RDF System Management Manual for H-Series RVUs (RDF 1.8)
Takeover Phase 2 – File Undo
This undo phase only gets executed if volumes went down on the primary system, transactions
were aborted, and the volumes were never reenabled on the primary system before the primary
system was lost. In that situation, RDF determines what Backout could not undo, and runs the
undo.
Takeover Phase 3 – Network Undo
Using RDF/ZLT, no undo operations are performed during the network undo phase because no
committed transactions are undone.
Phase three determines if network transaction data is missing from any of the backup systems
in the RDF network, and marks those transactions to be undone on all of the systems. For example,
suppose you began a network transaction, updated tables on ten different systems, and then
committed the transaction. Now suppose that nine of the ten systems were able to transmit their
updates and commit records to their backup systems, but the tenth primary system went down
before its extractor was able to do so. Phase three determines that the particular transaction
involved all 10 databases, that one of the backup databases is missing audit data for that
transaction, and identifies the transaction as one that must be undone on the other nine systems
(it is undone during phase 1 on the tenth system). All of the updaters then look for audit data
associated with the transaction, and undo it.
More specifically, each purger process has three phases of work to do:
1. produce the local undo list in the ZTXUNDO file
2. produce the file undo list, if required
3. produce the network undo list in the ZNETUNDO file
The purger of the network master determines what network transactions are incomplete across
the different backup systems, and it produces the master network undo list. Each purger then
uses this master list to ascertain the transaction data that must be undone on its backup database.

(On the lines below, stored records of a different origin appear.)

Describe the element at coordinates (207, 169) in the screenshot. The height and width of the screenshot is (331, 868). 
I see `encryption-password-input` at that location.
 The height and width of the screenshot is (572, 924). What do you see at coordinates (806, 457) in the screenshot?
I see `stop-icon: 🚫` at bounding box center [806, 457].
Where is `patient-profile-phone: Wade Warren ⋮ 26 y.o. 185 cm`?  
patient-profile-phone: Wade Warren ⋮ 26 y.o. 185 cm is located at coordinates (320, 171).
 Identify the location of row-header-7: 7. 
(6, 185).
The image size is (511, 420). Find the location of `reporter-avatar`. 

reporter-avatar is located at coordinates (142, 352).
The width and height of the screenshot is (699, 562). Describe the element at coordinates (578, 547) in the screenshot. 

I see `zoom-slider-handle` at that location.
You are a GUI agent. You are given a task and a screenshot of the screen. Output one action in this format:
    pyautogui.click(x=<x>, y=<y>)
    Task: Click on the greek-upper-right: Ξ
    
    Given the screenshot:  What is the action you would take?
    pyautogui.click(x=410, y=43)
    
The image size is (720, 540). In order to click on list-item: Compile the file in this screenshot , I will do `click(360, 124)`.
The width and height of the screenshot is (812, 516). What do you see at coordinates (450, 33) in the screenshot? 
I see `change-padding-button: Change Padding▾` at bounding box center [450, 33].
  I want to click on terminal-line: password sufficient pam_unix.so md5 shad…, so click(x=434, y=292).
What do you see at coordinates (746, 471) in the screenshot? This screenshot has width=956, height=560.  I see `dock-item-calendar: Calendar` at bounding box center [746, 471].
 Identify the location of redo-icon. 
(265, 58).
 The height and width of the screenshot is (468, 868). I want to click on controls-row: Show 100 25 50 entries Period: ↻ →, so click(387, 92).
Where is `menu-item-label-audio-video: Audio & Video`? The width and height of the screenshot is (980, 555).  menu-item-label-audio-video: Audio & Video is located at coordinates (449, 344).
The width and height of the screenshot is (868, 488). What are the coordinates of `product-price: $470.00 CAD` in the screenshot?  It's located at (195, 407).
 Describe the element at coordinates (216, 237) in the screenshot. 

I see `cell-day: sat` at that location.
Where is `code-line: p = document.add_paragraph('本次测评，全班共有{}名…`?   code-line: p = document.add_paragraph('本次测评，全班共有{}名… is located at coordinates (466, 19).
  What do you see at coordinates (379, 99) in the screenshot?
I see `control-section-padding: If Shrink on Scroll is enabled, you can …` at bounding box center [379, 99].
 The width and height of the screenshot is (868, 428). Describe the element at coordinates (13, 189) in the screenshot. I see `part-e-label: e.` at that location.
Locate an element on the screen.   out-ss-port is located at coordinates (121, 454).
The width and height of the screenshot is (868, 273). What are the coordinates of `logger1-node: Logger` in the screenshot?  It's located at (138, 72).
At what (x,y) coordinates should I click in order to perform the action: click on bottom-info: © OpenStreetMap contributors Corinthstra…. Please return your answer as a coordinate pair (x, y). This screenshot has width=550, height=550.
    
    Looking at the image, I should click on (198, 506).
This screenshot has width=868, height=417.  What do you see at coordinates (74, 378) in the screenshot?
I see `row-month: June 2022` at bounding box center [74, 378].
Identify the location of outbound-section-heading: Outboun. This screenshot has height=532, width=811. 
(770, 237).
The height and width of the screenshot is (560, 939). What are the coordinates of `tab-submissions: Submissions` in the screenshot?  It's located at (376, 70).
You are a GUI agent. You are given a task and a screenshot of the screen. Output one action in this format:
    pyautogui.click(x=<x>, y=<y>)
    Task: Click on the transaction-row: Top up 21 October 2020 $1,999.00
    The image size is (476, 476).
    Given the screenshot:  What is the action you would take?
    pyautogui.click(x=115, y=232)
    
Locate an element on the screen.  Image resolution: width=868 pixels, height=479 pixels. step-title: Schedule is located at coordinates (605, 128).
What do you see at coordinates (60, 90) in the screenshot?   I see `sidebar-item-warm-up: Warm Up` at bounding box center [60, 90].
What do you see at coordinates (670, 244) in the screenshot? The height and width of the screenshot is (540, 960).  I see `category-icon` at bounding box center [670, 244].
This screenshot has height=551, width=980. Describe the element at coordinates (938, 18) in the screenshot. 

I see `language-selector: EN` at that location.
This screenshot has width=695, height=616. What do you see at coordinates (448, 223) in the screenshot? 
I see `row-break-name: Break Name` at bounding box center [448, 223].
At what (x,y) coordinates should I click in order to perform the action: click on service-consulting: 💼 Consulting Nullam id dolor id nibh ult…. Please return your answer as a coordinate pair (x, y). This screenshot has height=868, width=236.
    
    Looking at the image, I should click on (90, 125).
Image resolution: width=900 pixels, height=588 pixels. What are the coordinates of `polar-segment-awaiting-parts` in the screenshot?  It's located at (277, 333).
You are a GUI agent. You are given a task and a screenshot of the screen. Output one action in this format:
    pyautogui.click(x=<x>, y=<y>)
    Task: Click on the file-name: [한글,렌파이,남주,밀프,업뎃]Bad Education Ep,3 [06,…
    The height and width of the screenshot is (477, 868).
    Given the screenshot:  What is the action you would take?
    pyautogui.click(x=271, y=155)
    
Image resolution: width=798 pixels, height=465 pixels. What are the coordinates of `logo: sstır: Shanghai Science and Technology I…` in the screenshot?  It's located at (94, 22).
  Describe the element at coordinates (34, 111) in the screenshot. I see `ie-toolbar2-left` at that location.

For example, if a network transaction involved only four of the ten primary systems in an RDF
network, then that transaction only needs to be undone on the backup databases where that data
was replicated. Because the other systems were not involved, the transaction does not need to
be listed there. The list of network transactions that need to be undone on a specific system
resides in its ZNETUNDO file.
Takeover Phase 3 Performance
The speed with which a takeover completes for an entire RDF network varies based on the
number of systems in the network and how far any system had fallen behind when the takeover
was initiated.
For example, if you have three systems in your RDF network, and all extractors on all three
systems were keeping up with audit generation on their systems, and then one system fails, the
takeover operations might only take a modest number of additional seconds to complete phase
3 takeover processing.
In contrast, if you have three systems in your RDF network, and one extractor had fallen 60
minutes behind at the time its system went down, then phase 3 takeover processing on the other
two systems will take many more seconds to complete. The reason for this is that phase 3
processing on the two systems that were not behind will have to go through 60 minutes of data
to determine what must be undone due to data missing on the system that had fallen behind.
A variation of the first example is that no extractors have fallen behind, but you have 25 systems
in your RDF network. In such a case, phase 3 processing might take many additional seconds
because data must be checked for so many different systems in order to determine what network
data might be missing from the various systems in the RDF network.